The devastating new drug that was unlike any other drug and so dangerous that just looking at it made an addict doomed to die in less than a year has been heroin, then cocaine, then crack cocaine, then “huffing” random substances from cans, then methamphetamine. Lots of time and money and news reports were spent on these evils but, eventually, a new evil was brought in to keep people scared and keep anti-drug money flowing to government to keep police employed and anti-drug ad money flowing to the media to keep anti-drug reporters employed.
I remember being offered meth on two different occasions back in university and was surprised to discover it had recently become the newest evilest thing. (For the record: I never tried it.) Now, however, with Breaking Bad finished and Philip Seymour Hoffman’s untimely death, it appears that heroin is destined to be cool and evil again.
However, this isn’t the evil that the Hobbit got me thinking about. When I was growing up, especially as I was raised in a fundamentalist Baptist church, the biggest evil was the game Dungeons & Dragons.
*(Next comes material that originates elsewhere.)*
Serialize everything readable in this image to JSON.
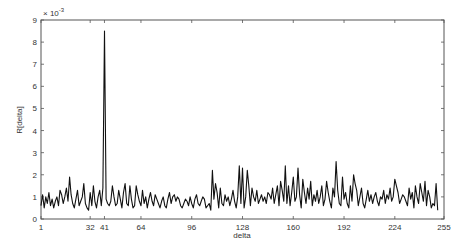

Playing it, especially if we chose to be magic users/wizards, would make us yearn to commune with the Devil in order to gain special powers in our real lives.
It didn’t help that players could align their characters with different flavors of evil with Chaotic Evil being the most fun and Lawful Evil being the oxymoron. (Yes, you picky, picky geeks, I know what Lawful meant in the game. I know, so there.) If we played too much we would eventually lose touch with reality and begin to think we were our characters. A young Tom Hanks would then play us in Mazes and Monsters while Wendy Crewson played the lovestruck girl who pined for our lost sanity.
Of course, it didn’t seem very evil as Derek, Bobby, Shawn and I ate pizza and Doritos on lazy summer afternoons and pretty much figured out ways to get our characters into fights so that we could get stuff. (The more Bobby parlayed, the more likely the fight.) Magic was only useful for healing good guys and making bad guys blow up. The Magic User was usually the guy who ended up wreaking the most damage to his own party so we kept him at a distance.
In the end, I think we mostly turned out okay. At least I think I did.
Granted, in my real life I did develop the power of Resounding Voice and have learned to raise the dead. I think that has more to do with becoming a teacher than playing D&D, though.
I also still have lots of funny shaped dice hidden away somewhere. You could never have too many dice.